Nevertheless, IMAGINE doesn't think these quick trips will do much to foster lasting relationships between the states. "Right now, Missourians think of Illinois as a high-tax state where corrupt politicians keep ill-gotten money in shoe boxes hidden behind cans of creamed corn. Meanwhile, Illinoisans -- especially from Chicago -- think of Missouri as a haven for cornpone bumpkins with cheap cigarettes. We need to do more to change these perceptions."

Bo Gussman, a junior at Paul Powell High School in North Vienna, Illinois, is one of the first students to participate in the program. This school year, he will be paired with a host family in New Madrid, Missouri.

"I would have preferred to study in the real Madrid in Spain," he admitted. "But this is much more affordable, and it still gets me away from my bratty siblings."

Another student, Sue Doenimm of Cape Girardeau, will spend the semester in Chicago. "I've heard that northern Illinois exists in a different universe," she said. "I guess I'm about to find out."
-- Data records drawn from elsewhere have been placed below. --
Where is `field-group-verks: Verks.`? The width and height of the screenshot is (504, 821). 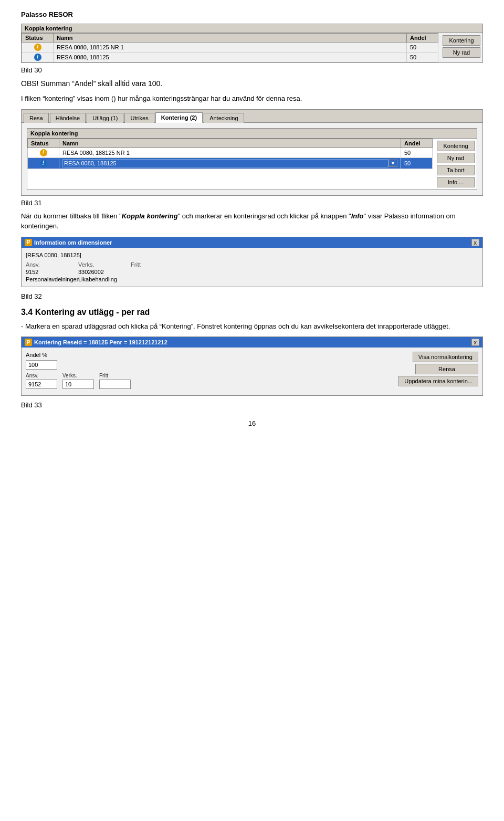
field-group-verks: Verks. is located at coordinates (78, 381).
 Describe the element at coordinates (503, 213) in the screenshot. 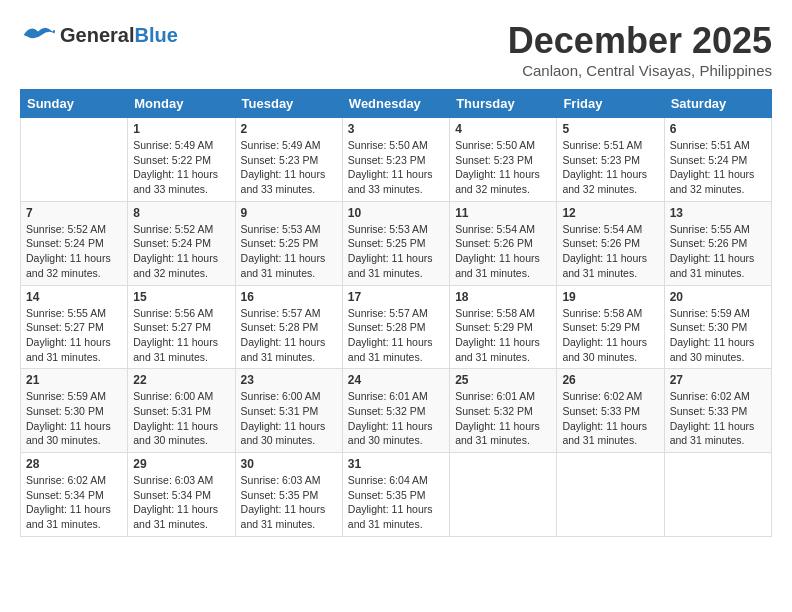

I see `day-number: 11` at that location.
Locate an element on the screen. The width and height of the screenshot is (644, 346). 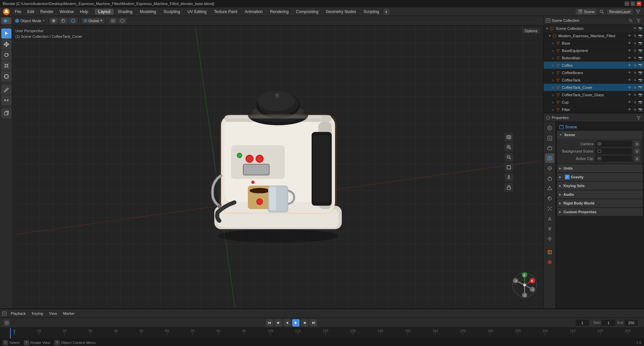
clip-selector-button: ⊙ is located at coordinates (637, 159).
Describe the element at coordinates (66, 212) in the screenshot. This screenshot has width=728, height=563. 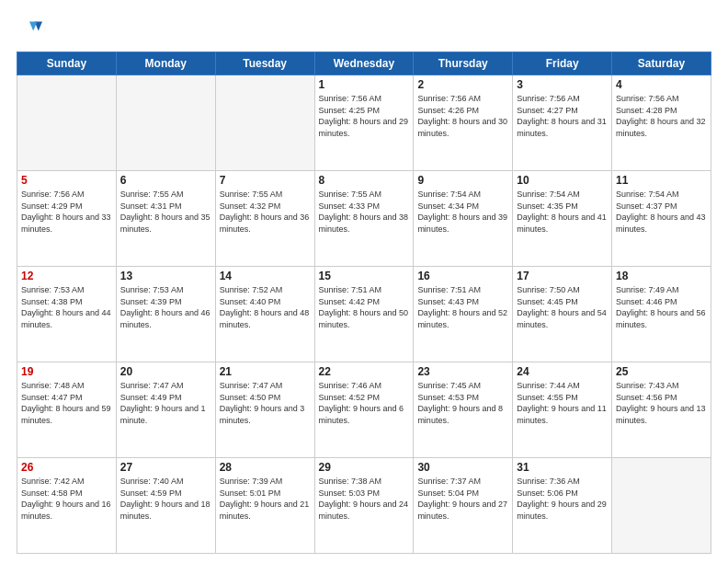
I see `day-info: Sunrise: 7:56 AM Sunset: 4:29 PM Dayligh…` at that location.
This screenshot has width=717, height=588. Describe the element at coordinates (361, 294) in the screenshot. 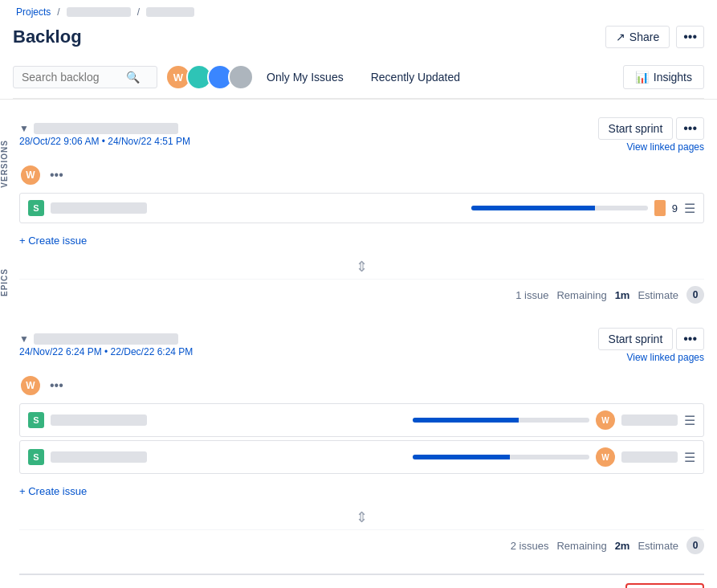

I see `sprint-1-footer: 1 issue Remaining 1m Estimate 0` at that location.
Traditional foreign exchange programs are designed to broaden horizons and share other cultures, but with an interstate exchange program, more students could enjoy similar benefits at a fraction of the cost.

"It will be good for uniting these United States," the IMAGINE director said. "I fear that if we don't do something, the states will continue to split apart, and soon we will be stuck in a paranoid land filled with checkpoints and customs agents."

She added, "It's not hard to imagine the revenuers licking their chops while they search vehicles for contraband cigarettes headed to Illinois or contraband cannabis headed to Missouri. And don't even think of bringing plastic straws, water guns or manhole covers to California!"